LA-based writer, director, and producer Mary Neely’s SXSW premiering short film, ‘Pink Trailer,’ is a quirky, fast-paced comedy that is as funny as it is charming.
Neighbors can be a drag. They can be too intrusive, too eccentric, or maybe just a little too weird. It’s the kind of psychopathic weird that makes you do a double take out your window at your neighbor as he does lunges in his front yard in short shorts that are a tad too short. In the case of Lucy (Macey Isaacs) and Julie (Jenny Leiferman), it seems that they’ve landed a neighbor that has the trifecta of traits. From his incessantly unwanted visits to his bellowing calls of loneliness at the door, Lucy and Julie can’t help but feel that maybe their neighbor Benny (who lives with his mother next door) is maybe, perhaps, um, a serial killer.
Mary Neely’s SXSW debuting short film Pink Trailer tells the story of Lucy and Julie as they house sit for Lucy’s grandmother who is away for the summer. The only problem is that their neighbor Benny won’t leave them alone, to the point where paranoid Julie and a reluctantly passive Lucy think that he may be a creep at best and a murderer at worst. Not wanting to chance it, the duo dive for their carpeted floors any time Benny might come knocking on the door asking for sandwiches or to play. To the girls, they don’t know if he’s just a weirdo or a Durst-lookalike.
Written by the Leiferman and Isaacs and directed (and edited) by Neely, Pink Trailer is a idiosyncratic exercise in hilarious one-liners and popular culture of the early 1990s. From the endless time-killing games of Guess Who? to pink frosting smothered Pop-Tarts that the two eat for lunch, the world of Pink Trailer is stuck in time. Perhaps the sunburst, pale tones of pastels in Pink Trailer are a blast from the past are simply her grandmother’s aesthetic sensibilities, but more likely, the vitreous color scheme stands in for Lucy and Julie’s childlike views of responsibilities and confrontation.
It provides a well-construct and funny look into the lives of two twenty-somethings that have to summon the courage to deal with their own issues much like they must summon the courage to deal with Benny. It’s a wonderful allegory, one that has perhaps been done one time too many times in the post-millennial world of quirky comedies. Nonetheless, the wonderfully sharp zingers, charming characterizations, and a quick-fire editing technique from Neely helps elevate the short film and its dialogue to new levels of sincere hilarity. Coupled with Isaac’s adeptly deadpan performance, Pink Trailer is triumphant short film from Mary Neely, one that will surely put her on the radar of writer’s rooms sooner rather than later.
Pink Trailer premiered as part of SXSW’s Narrative Shorts Competition.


WHAT THE TASK ASKS:
The lines you need are those holding the word "right"; pull them from the material.

MATERIALS PROVIDED:
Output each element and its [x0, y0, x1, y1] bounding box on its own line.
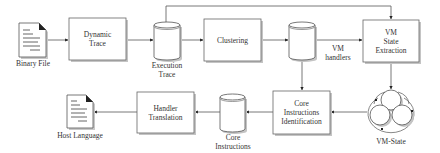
binary-file-label: Binary File	[12, 59, 54, 68]
edge-exectrace-to-vmstateextraction	[166, 6, 391, 23]
core-instructions-identification-label-line1: Core	[294, 99, 309, 108]
core-instructions-identification-label-line3: Identification	[281, 117, 321, 126]
handler-translation-label: Handler Translation	[137, 92, 194, 133]
vm-handlers-label-line1: VM	[318, 44, 358, 53]
execution-trace-label: Execution Trace	[147, 61, 187, 79]
core-instructions-label-line2: Instructions	[212, 142, 254, 151]
handler-translation-label-line1: Handler	[153, 104, 177, 113]
vm-state-label: VM-State	[371, 137, 411, 146]
vm-handlers-database-icon	[289, 22, 317, 62]
core-instructions-label: Core Instructions	[212, 133, 254, 151]
execution-trace-label-line2: Trace	[147, 70, 187, 79]
vm-handlers-label-line2: handlers	[318, 53, 358, 62]
core-instructions-identification-label: Core Instructions Identification	[273, 91, 330, 134]
host-language-label: Host Language	[52, 131, 108, 140]
handler-translation-label-line2: Translation	[149, 113, 183, 122]
core-instructions-identification-label-line2: Instructions	[284, 108, 319, 117]
vm-state-extraction-label: VM State Extraction	[363, 20, 419, 62]
vm-state-cycle-icon	[368, 90, 414, 133]
execution-trace-label-line1: Execution	[147, 61, 187, 70]
dynamic-trace-label: Dynamic Trace	[69, 18, 126, 60]
vm-state-extraction-label-line2: State	[384, 37, 399, 46]
host-language-document-icon	[67, 95, 95, 130]
execution-trace-database-icon	[154, 22, 182, 62]
vm-handlers-label: VM handlers	[318, 44, 358, 62]
clustering-label-text: Clustering	[217, 36, 248, 45]
clustering-label: Clustering	[204, 19, 261, 61]
dynamic-trace-label-line2: Trace	[89, 39, 106, 48]
core-instructions-label-line1: Core	[212, 133, 254, 142]
dynamic-trace-label-line1: Dynamic	[84, 30, 112, 39]
binary-file-document-icon	[19, 23, 48, 59]
vm-state-extraction-label-line1: VM	[385, 28, 397, 37]
vm-state-extraction-label-line3: Extraction	[375, 46, 406, 55]
core-instructions-database-icon	[220, 94, 247, 134]
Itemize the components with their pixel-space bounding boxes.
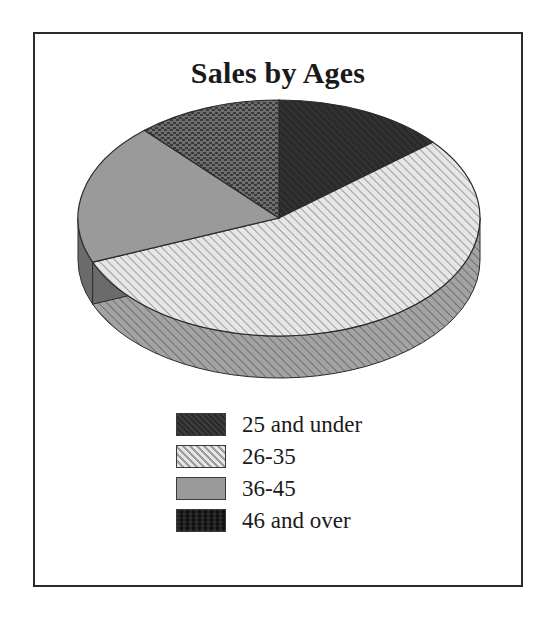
legend-label-26-35: 26-35 — [242, 445, 296, 468]
legend-swatch-25-and-under — [176, 413, 226, 436]
chart-legend: 25 and under 26-35 36-45 46 and over — [176, 408, 496, 536]
legend-swatch-46-and-over — [176, 509, 226, 532]
legend-item-46-and-over[interactable]: 46 and over — [176, 504, 496, 536]
page-title: Sales by Ages — [35, 56, 521, 90]
legend-label-36-45: 36-45 — [242, 477, 296, 500]
legend-swatch-26-35 — [176, 445, 226, 468]
legend-item-26-35[interactable]: 26-35 — [176, 440, 496, 472]
pie-chart-svg — [35, 96, 525, 396]
legend-item-36-45[interactable]: 36-45 — [176, 472, 496, 504]
legend-label-46-and-over: 46 and over — [242, 509, 351, 532]
pie-chart — [35, 96, 525, 396]
legend-item-25-and-under[interactable]: 25 and under — [176, 408, 496, 440]
legend-swatch-36-45 — [176, 477, 226, 500]
chart-figure-frame: Sales by Ages — [33, 32, 523, 587]
legend-label-25-and-under: 25 and under — [242, 413, 362, 436]
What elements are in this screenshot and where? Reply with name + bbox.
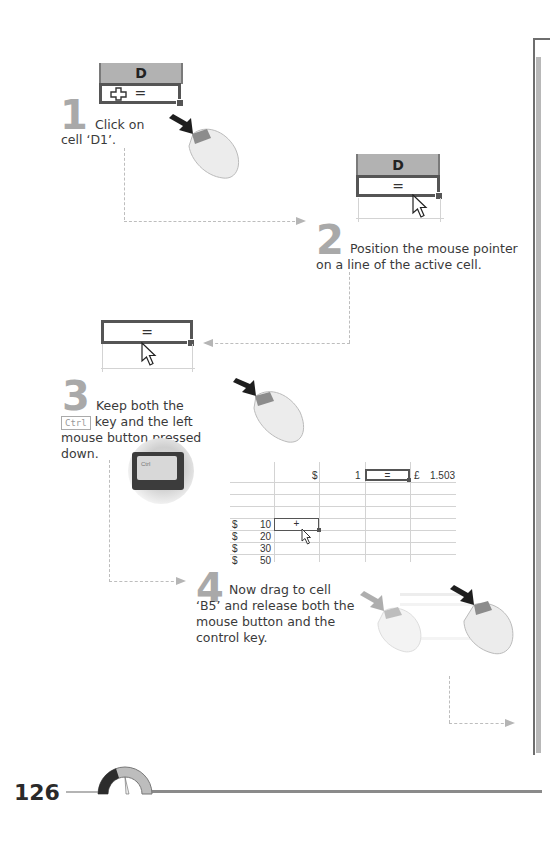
step3-text-line2-rest: key and the left	[95, 414, 193, 429]
sheet-row1-result: 1.503	[430, 470, 455, 482]
step4-text-line2: ‘B5’ and release both the	[196, 598, 354, 614]
sheet-row1-pound: £	[414, 470, 420, 482]
connector-3-4-vertical	[109, 460, 110, 582]
grid-line	[410, 462, 411, 562]
connector-4-next-vertical	[449, 676, 450, 723]
sheet-row-value: 30	[260, 543, 271, 555]
step2-number: 2	[316, 220, 342, 260]
ctrl-key-icon: Ctrl	[132, 452, 184, 490]
grid-line	[230, 506, 456, 507]
fill-handle	[187, 339, 195, 347]
active-cell-d1: =	[99, 83, 181, 104]
connector-4-next-horizontal	[449, 723, 509, 724]
spreadsheet-excerpt: $ 1 = £ 1.503 + $ 10 $ 20 $ 30 $ 50	[230, 470, 456, 570]
ctrl-key-label: Ctrl	[61, 416, 91, 430]
step3-text-line4: down.	[61, 446, 99, 462]
step3-cell-figure: =	[99, 320, 199, 380]
ctrl-key-photo: Ctrl	[128, 438, 194, 504]
arrow-right-icon	[505, 719, 515, 727]
grid-line	[319, 462, 320, 562]
step3-text-line1: Keep both the	[96, 398, 184, 414]
connector-2-3-vertical	[349, 272, 350, 343]
sheet-row-currency: $	[232, 519, 238, 531]
sheet-row-currency: $	[232, 531, 238, 543]
arrow-pointer-icon	[301, 528, 313, 546]
connector-1-2-vertical	[124, 148, 125, 220]
step1-number: 1	[60, 95, 86, 135]
arrow-left-icon	[203, 339, 213, 347]
step1-text-line1: Click on	[95, 117, 144, 133]
ctrl-key-cap: Ctrl	[137, 456, 177, 480]
grid-line	[101, 368, 195, 369]
step2-cell-figure: D =	[352, 154, 448, 224]
step2-text-line1: Position the mouse pointer	[350, 241, 518, 257]
fill-handle	[317, 528, 321, 532]
connector-1-2-horizontal	[124, 221, 300, 222]
step4-text-line1: Now drag to cell	[229, 582, 331, 598]
fill-handle	[407, 478, 411, 482]
active-cell: =	[101, 320, 193, 344]
sheet-row1-currency: $	[312, 470, 318, 482]
mouse-drag-icon	[360, 585, 520, 665]
arrow-pointer-icon	[141, 342, 159, 368]
page-border-bar	[536, 57, 541, 753]
step1-text-line2: cell ‘D1’.	[61, 132, 116, 148]
fill-handle	[435, 192, 443, 200]
cross-cursor-icon	[110, 87, 128, 101]
column-header-d: D	[99, 63, 183, 84]
grid-line	[440, 198, 441, 222]
grid-line	[356, 218, 444, 219]
grid-line	[358, 198, 359, 222]
arrow-right-icon	[296, 217, 306, 225]
sheet-row-value: 20	[260, 531, 271, 543]
sheet-row-currency: $	[232, 555, 238, 567]
mouse-icon	[232, 372, 312, 447]
fill-handle	[176, 99, 184, 107]
grid-line	[274, 462, 275, 562]
sheet-row1-active-cell: =	[365, 469, 410, 481]
arrow-right-icon	[176, 577, 186, 585]
grid-line	[230, 482, 456, 483]
step4-text-line3: mouse button and the	[196, 614, 335, 630]
footer-rule	[150, 790, 542, 793]
sheet-row-currency: $	[232, 543, 238, 555]
step3-text-line2: Ctrl key and the left	[61, 414, 193, 430]
column-header-d: D	[356, 154, 440, 176]
sheet-row-value: 50	[260, 555, 271, 567]
footer-rule-left	[66, 791, 100, 793]
step2-text-line2: on a line of the active cell.	[316, 257, 482, 273]
connector-2-3-horizontal	[205, 343, 350, 344]
grid-line	[192, 344, 193, 372]
step3-number: 3	[62, 376, 88, 416]
sheet-row-value: 10	[260, 519, 271, 531]
cell-content: =	[134, 85, 146, 101]
grid-line	[230, 494, 456, 495]
speedometer-icon	[96, 763, 154, 795]
page-border-right	[533, 38, 535, 755]
grid-line	[102, 344, 103, 372]
step1-cell-figure: D =	[99, 63, 183, 107]
step4-text-line4: control key.	[196, 630, 267, 646]
page-border-top	[533, 38, 550, 40]
page-number: 126	[14, 780, 60, 805]
arrow-pointer-icon	[412, 194, 430, 220]
sheet-row1-value: 1	[355, 470, 361, 482]
connector-3-4-horizontal	[109, 581, 179, 582]
mouse-icon	[165, 108, 245, 183]
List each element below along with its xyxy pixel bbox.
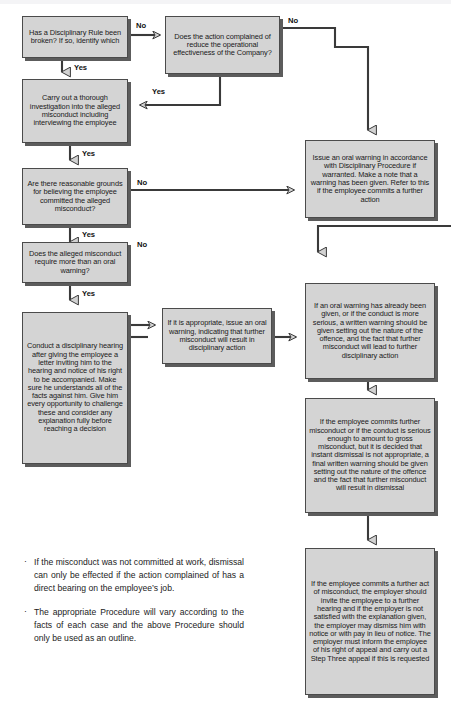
node-issue-oral-warning-accordance: Issue an oral warning in accordance with… (305, 140, 435, 218)
edge-label-text: Yes (82, 230, 95, 239)
node-dismissal-step-three: If the employee commits a further act of… (305, 548, 435, 695)
edge-label-yes-rule-broken: Yes (74, 63, 87, 72)
node-written-warning: If an oral warning has already been give… (305, 283, 435, 379)
edge-label-text: Yes (74, 63, 87, 72)
edge-label-yes-investigation: Yes (82, 149, 95, 158)
node-disciplinary-rule-broken: Has a Disciplinary Rule been broken? If … (22, 16, 128, 58)
node-issue-oral-warning-if-appropriate: If it is appropriate, issue an oral warn… (162, 308, 272, 364)
node-text: Issue an oral warning in accordance with… (309, 154, 431, 204)
node-text: Does the action complained of reduce the… (169, 33, 276, 58)
edge-label-yes-effectiveness: Yes (152, 87, 165, 96)
edge-label-yes-grounds: Yes (82, 230, 95, 239)
note-procedure-outline: · The appropriate Procedure will vary ac… (22, 606, 244, 645)
edge-label-text: No (288, 16, 298, 25)
node-text: Conduct a disciplinary hearing after giv… (26, 342, 124, 433)
node-text: If the employee commits a further act of… (309, 580, 431, 663)
edge-label-text: No (136, 21, 146, 30)
node-reasonable-grounds: Are there reasonable grounds for believi… (22, 168, 128, 225)
node-text: Has a Disciplinary Rule been broken? If … (26, 29, 124, 46)
node-text: If an oral warning has already been give… (309, 302, 431, 360)
edge-label-text: Yes (152, 87, 165, 96)
node-text: Carry out a thorough investigation into … (26, 94, 124, 127)
edge-label-yes-oral-warning: Yes (82, 289, 95, 298)
edge-label-text: No (137, 178, 147, 187)
node-text: If the employee commits further miscondu… (309, 418, 431, 493)
node-action-reduce-effectiveness: Does the action complained of reduce the… (165, 16, 280, 74)
edge-label-no-rule-broken: No (136, 21, 146, 30)
node-carry-out-investigation: Carry out a thorough investigation into … (22, 79, 128, 143)
node-text: Does the alleged misconduct require more… (26, 250, 124, 275)
page-top-rule (0, 0, 451, 4)
bullet-glyph: · (24, 555, 27, 568)
edge-label-text: No (137, 240, 147, 249)
edge-label-no-oral-warning: No (137, 240, 147, 249)
node-text: Are there reasonable grounds for believi… (26, 180, 124, 213)
note-text: If the misconduct was not committed at w… (34, 557, 244, 593)
node-more-than-oral-warning: Does the alleged misconduct require more… (22, 242, 128, 283)
edge-label-text: Yes (82, 149, 95, 158)
notes-list: · If the misconduct was not committed at… (22, 556, 244, 656)
edge-label-text: Yes (82, 289, 95, 298)
edge-label-no-effectiveness: No (288, 16, 298, 25)
node-conduct-disciplinary-hearing: Conduct a disciplinary hearing after giv… (22, 312, 128, 464)
bullet-glyph: · (24, 605, 27, 618)
edge-label-no-grounds: No (137, 178, 147, 187)
node-text: If it is appropriate, issue an oral warn… (166, 319, 268, 352)
flowchart-page: Has a Disciplinary Rule been broken? If … (0, 0, 451, 707)
node-final-written-warning: If the employee commits further miscondu… (305, 398, 435, 513)
note-text: The appropriate Procedure will vary acco… (34, 607, 244, 643)
note-misconduct-outside-work: · If the misconduct was not committed at… (22, 556, 244, 595)
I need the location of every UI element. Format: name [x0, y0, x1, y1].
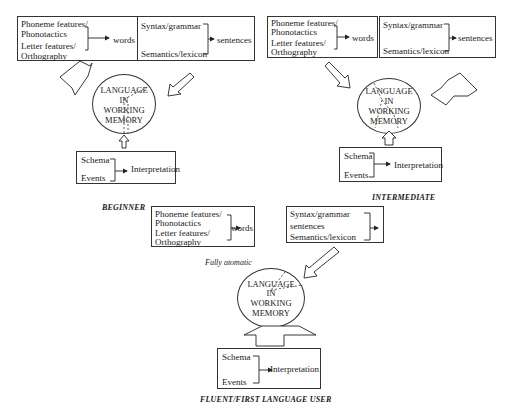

TASK SOLUTION:
arrow-right-icon	[505, 719, 515, 727]
arrow-right-icon	[296, 217, 306, 225]
arrow-right-icon	[176, 577, 186, 585]
page-border-right	[533, 38, 535, 755]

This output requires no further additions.